Frank came out with his pizza and Coke—the foundation of the food pyramid as far as he was concerned—and as they ate, she told him about Dr. Keith and his connection to Blake Stanton.
“Keith, your neighbor? The one who feeds the ducks?” said Frank.
“That’s the one. You never know how people really are. Unless you told me, I’d have never guessed you know how to play the accordion.”
“I know, and who would ever guess that you enjoy hanging over bottomless pits on the end of a rope?” said Frank.
They talked about Star and her grades. So far, she was making good enough grades to earn her trip to Paris.
“She’s even doing pretty well in math,” said Frank. He was very proud, since that was his best subject.
Star’s good grades were a relief. Diane finished eating and put her empty soup bowl on the coffee table.
“I need to call Ruby Torkel,” she said.
“Why don’t you lie down and rest a few minutes? You just got out of the hospital and if I remember correctly, the doctor told you to rest.”
“I’m resting now.” She pointed to the throw across her lap as if that was clear indication she was in rest mode. “I’m just going to make a few phone calls.”
She was interrupted by Frank’s cell. He fished in his inside pocket and looked at the display.
“Work,” he said as he answered it.
“Duncan here,” he said.
“Now?” he asked
“OK.” He flipped the phone closed.
“It’s the Rosewood case I mentioned. I have to take care of some stuff. I suppose it would be demeaning of me to ask if you’ll be OK by yourself?”
“Yes, it would. I’m a law enforcement professional. Plus, I have connections with influential people,” she said smiling, and put a finger through a belt loop on his trousers.

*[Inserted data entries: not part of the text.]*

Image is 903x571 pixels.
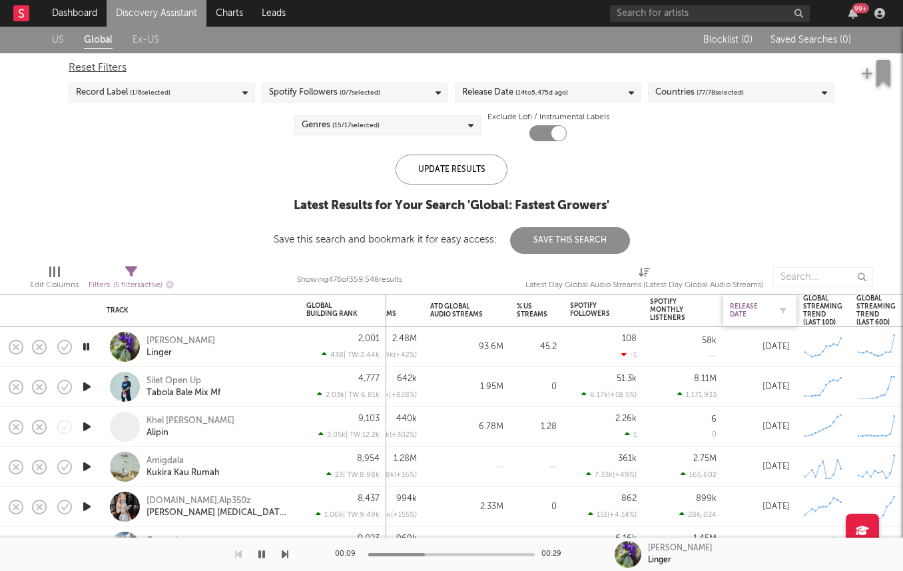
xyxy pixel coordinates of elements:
[146,347,172,359] a: Linger
[703,35,752,45] span: Blocklist
[365,510,417,519] div: 605k ( +155 % )
[395,154,507,184] div: Update Results
[368,350,417,359] div: 739k ( +42 % )
[588,510,636,519] div: 151 ( +4.14 % )
[369,470,417,479] div: 178k ( +16 % )
[396,414,417,423] div: 440k
[462,85,568,101] div: Release Date
[696,494,716,503] div: 899k
[146,427,168,439] a: Alipin
[269,85,380,101] div: Spotify Followers
[132,32,159,49] a: Ex-US
[517,379,557,395] div: 0
[621,350,636,359] div: -1
[306,350,379,359] div: 438 | TW: 2.44k
[146,467,220,479] div: Kukira Kau Rumah
[766,35,851,45] button: Saved Searches (0)
[274,198,630,214] div: Latest Results for Your Search ' Global: Fastest Growers '
[622,334,636,343] div: 108
[487,109,609,125] label: Exclude Lofi / Instrumental Labels
[730,379,790,395] div: [DATE]
[306,470,379,479] div: 23 | TW: 8.98k
[30,277,79,293] div: Edit Columns
[358,374,379,383] div: 4,777
[84,32,113,49] a: Global
[655,85,744,101] div: Countries
[358,334,379,343] div: 2,001
[364,390,417,399] div: 573k ( +828 % )
[76,85,170,101] div: Record Label
[679,510,716,519] div: 286,024
[741,35,752,45] span: ( 0 )
[517,499,557,515] div: 0
[297,260,402,299] div: Showing 476 of 359,548 results
[430,379,503,395] div: 1.95M
[730,339,790,355] div: [DATE]
[146,415,234,427] a: Khel [PERSON_NAME]
[357,534,379,543] div: 9,023
[517,339,557,355] div: 45.2
[274,234,630,244] div: Save this search and bookmark it for easy access:
[586,470,636,479] div: 7.33k ( +49 % )
[396,534,417,543] div: 969k
[306,390,379,399] div: 2.03k | TW: 6.81k
[803,294,842,326] div: Global Streaming Trend (last 10d)
[650,298,696,322] div: Spotify Monthly Listeners
[730,499,790,515] div: [DATE]
[146,507,290,519] div: [PERSON_NAME] [MEDICAL_DATA] 2.0
[615,414,636,423] div: 2.26k
[332,117,379,133] span: ( 15 / 17 selected)
[621,494,636,503] div: 862
[107,306,286,314] div: Track
[610,5,810,22] input: Search for artists
[711,415,716,423] div: 6
[517,419,557,435] div: 1.28
[430,302,483,318] div: ATD Global Audio Streams
[357,494,379,503] div: 8,437
[680,470,716,479] div: 165,602
[430,419,503,435] div: 6.78M
[130,85,170,101] span: ( 1 / 6 selected)
[624,430,636,439] div: 1
[848,8,857,19] button: 99+
[730,459,790,475] div: [DATE]
[618,454,636,463] div: 361k
[89,277,174,294] div: Filters
[306,430,379,439] div: 3.05k | TW: 12.2k
[776,304,790,317] button: Filter by Release Date
[146,535,188,547] a: Gazzarino
[365,430,417,439] div: 331k ( +302 % )
[146,455,184,467] a: Amigdala
[773,267,873,287] input: Search...
[712,431,716,438] div: 0
[730,419,790,435] div: [DATE]
[541,546,568,562] div: 00:29
[146,495,251,507] a: [DOMAIN_NAME],Alp350z
[306,510,379,519] div: 1.06k | TW: 9.49k
[340,85,380,101] span: ( 0 / 7 selected)
[693,534,716,543] div: 1.45M
[525,260,763,299] div: Latest Day Global Audio Streams (Latest Day Global Audio Streams)
[146,375,201,387] a: Silet Open Up
[357,454,379,463] div: 8,954
[397,374,417,383] div: 642k
[515,85,568,101] span: ( 14 to 5,475 d ago)
[146,335,215,347] a: [PERSON_NAME]
[52,32,64,49] a: US
[570,302,616,318] div: Spotify Followers
[525,277,763,293] div: Latest Day Global Audio Streams (Latest Day Global Audio Streams)
[430,499,503,515] div: 2.33M
[392,334,417,343] div: 2.48M
[770,35,851,45] span: Saved Searches
[852,3,869,13] div: 99 +
[693,454,716,463] div: 2.75M
[89,260,174,299] div: Filters(5 filters active)
[396,494,417,503] div: 994k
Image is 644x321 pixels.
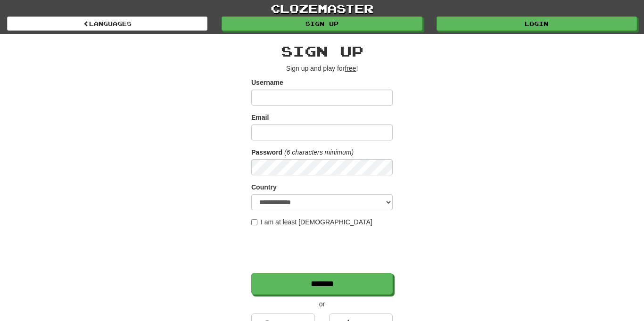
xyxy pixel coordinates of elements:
p: Sign up and play for ! [251,64,393,73]
a: Login [436,16,637,31]
iframe: reCAPTCHA [251,232,394,268]
a: Sign up [222,16,422,31]
label: Email [251,112,269,122]
a: Languages [7,16,208,31]
p: or [251,299,393,309]
u: free [345,64,356,72]
input: I am at least [DEMOGRAPHIC_DATA] [251,219,257,225]
em: (6 characters minimum) [284,148,354,156]
label: Country [251,182,276,192]
label: Password [251,148,283,157]
label: Username [251,78,283,87]
h2: Sign up [251,43,393,59]
label: I am at least [DEMOGRAPHIC_DATA] [251,217,372,226]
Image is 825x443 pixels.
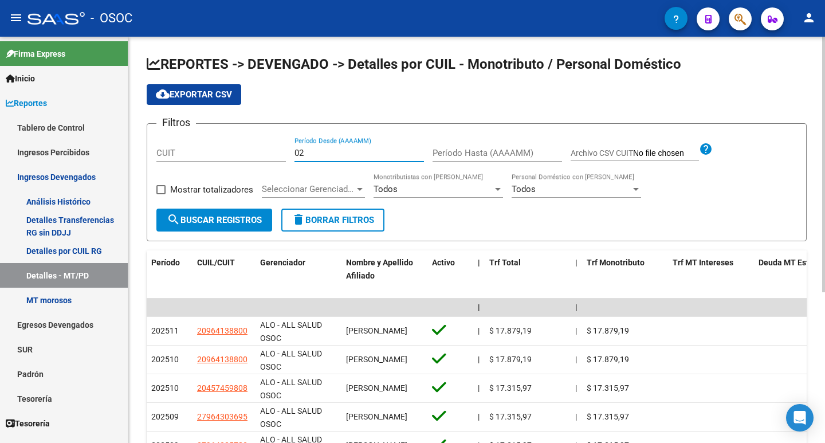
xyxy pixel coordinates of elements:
span: $ 17.879,19 [489,355,532,364]
input: Archivo CSV CUIT [633,148,699,159]
span: Todos [512,184,536,194]
span: $ 17.315,97 [489,412,532,421]
mat-icon: cloud_download [156,87,170,101]
h3: Filtros [156,115,196,131]
span: Reportes [6,97,47,109]
datatable-header-cell: Período [147,250,193,301]
datatable-header-cell: CUIL/CUIT [193,250,256,301]
span: Período [151,258,180,267]
span: | [478,303,480,312]
span: 202509 [151,412,179,421]
button: Buscar Registros [156,209,272,232]
span: - OSOC [91,6,132,31]
datatable-header-cell: Nombre y Apellido Afiliado [342,250,428,301]
mat-icon: delete [292,213,305,226]
span: | [575,412,577,421]
span: Trf MT Intereses [673,258,734,267]
span: REPORTES -> DEVENGADO -> Detalles por CUIL - Monotributo / Personal Doméstico [147,56,681,72]
span: 202510 [151,355,179,364]
span: Firma Express [6,48,65,60]
datatable-header-cell: Trf Total [485,250,571,301]
span: ALO - ALL SALUD OSOC [260,349,322,371]
span: Inicio [6,72,35,85]
span: $ 17.879,19 [587,326,629,335]
span: | [478,355,480,364]
span: 20964138800 [197,355,248,364]
span: [PERSON_NAME] [346,326,407,335]
button: Exportar CSV [147,84,241,105]
span: Trf Monotributo [587,258,645,267]
span: Borrar Filtros [292,215,374,225]
mat-icon: help [699,142,713,156]
span: | [575,258,578,267]
span: $ 17.879,19 [489,326,532,335]
mat-icon: person [802,11,816,25]
span: [PERSON_NAME] [346,383,407,393]
span: $ 17.879,19 [587,355,629,364]
datatable-header-cell: | [473,250,485,301]
datatable-header-cell: Trf MT Intereses [668,250,754,301]
span: ALO - ALL SALUD OSOC [260,406,322,429]
span: [PERSON_NAME] [346,412,407,421]
span: Trf Total [489,258,521,267]
span: $ 17.315,97 [489,383,532,393]
mat-icon: search [167,213,181,226]
span: Tesorería [6,417,50,430]
datatable-header-cell: Trf Monotributo [582,250,668,301]
span: Mostrar totalizadores [170,183,253,197]
span: 20964138800 [197,326,248,335]
span: Seleccionar Gerenciador [262,184,355,194]
span: ALO - ALL SALUD OSOC [260,378,322,400]
span: 202511 [151,326,179,335]
span: 202510 [151,383,179,393]
div: Open Intercom Messenger [786,404,814,432]
span: | [575,326,577,335]
span: [PERSON_NAME] [346,355,407,364]
datatable-header-cell: | [571,250,582,301]
span: Activo [432,258,455,267]
span: Todos [374,184,398,194]
span: Archivo CSV CUIT [571,148,633,158]
span: ALO - ALL SALUD OSOC [260,320,322,343]
span: Buscar Registros [167,215,262,225]
span: CUIL/CUIT [197,258,235,267]
span: Gerenciador [260,258,305,267]
mat-icon: menu [9,11,23,25]
span: | [575,355,577,364]
span: 20457459808 [197,383,248,393]
span: | [478,326,480,335]
span: | [478,258,480,267]
span: Exportar CSV [156,89,232,100]
span: | [478,412,480,421]
span: | [478,383,480,393]
span: $ 17.315,97 [587,412,629,421]
span: $ 17.315,97 [587,383,629,393]
datatable-header-cell: Gerenciador [256,250,342,301]
span: Nombre y Apellido Afiliado [346,258,413,280]
span: 27964303695 [197,412,248,421]
span: | [575,303,578,312]
span: | [575,383,577,393]
datatable-header-cell: Activo [428,250,473,301]
button: Borrar Filtros [281,209,385,232]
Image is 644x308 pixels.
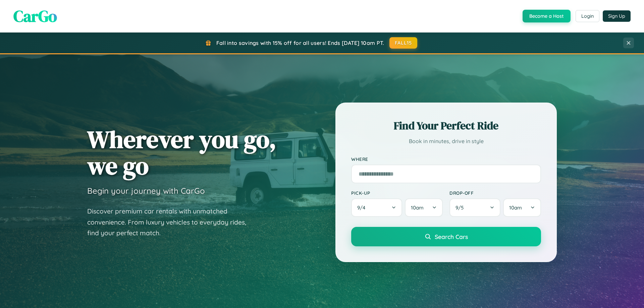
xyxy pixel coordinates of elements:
[411,205,424,211] span: 10am
[351,118,541,133] h2: Find Your Perfect Ride
[603,11,631,22] button: Sign Up
[576,10,600,22] button: Login
[389,37,418,48] button: FALL15
[87,186,205,196] h3: Begin your journey with CarGo
[450,190,541,196] label: Drop-off
[509,205,522,211] span: 10am
[405,199,443,217] button: 10am
[450,199,501,217] button: 9/5
[351,227,541,247] button: Search Cars
[357,205,369,211] span: 9 / 4
[216,40,384,46] span: Fall into savings with 15% off for all users! Ends [DATE] 10am PT.
[351,137,541,146] p: Book in minutes, drive in style
[87,206,255,239] p: Discover premium car rentals with unmatched convenience. From luxury vehicles to everyday rides, ...
[503,199,541,217] button: 10am
[351,156,541,162] label: Where
[87,126,276,179] h1: Wherever you go, we go
[435,233,468,241] span: Search Cars
[13,5,57,27] span: CarGo
[522,10,571,23] button: Become a Host
[456,205,467,211] span: 9 / 5
[351,190,443,196] label: Pick-up
[351,199,402,217] button: 9/4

He leaned down and kissed her on the ear, which produced an instant shiver in her.
“I’ll be back when I can. I expect to find you here resting under your zebra blanket.”
Frank took another swallow of Coke and left, telling Diane again that she’d better be good and take a nap.
As soon as he was out the door, she called the hotel where Juliet and her grandmother were staying. The number was busy. She lay back and closed her eyes for a few moments. Her head throbbed, but the pain seemed to be coming more from the cut than from her concussion. She decided not to take anything for it. She hadn’t even filled the prescription the doctor gave her. After a few minutes she opened her eyes and tried the number again. Still busy.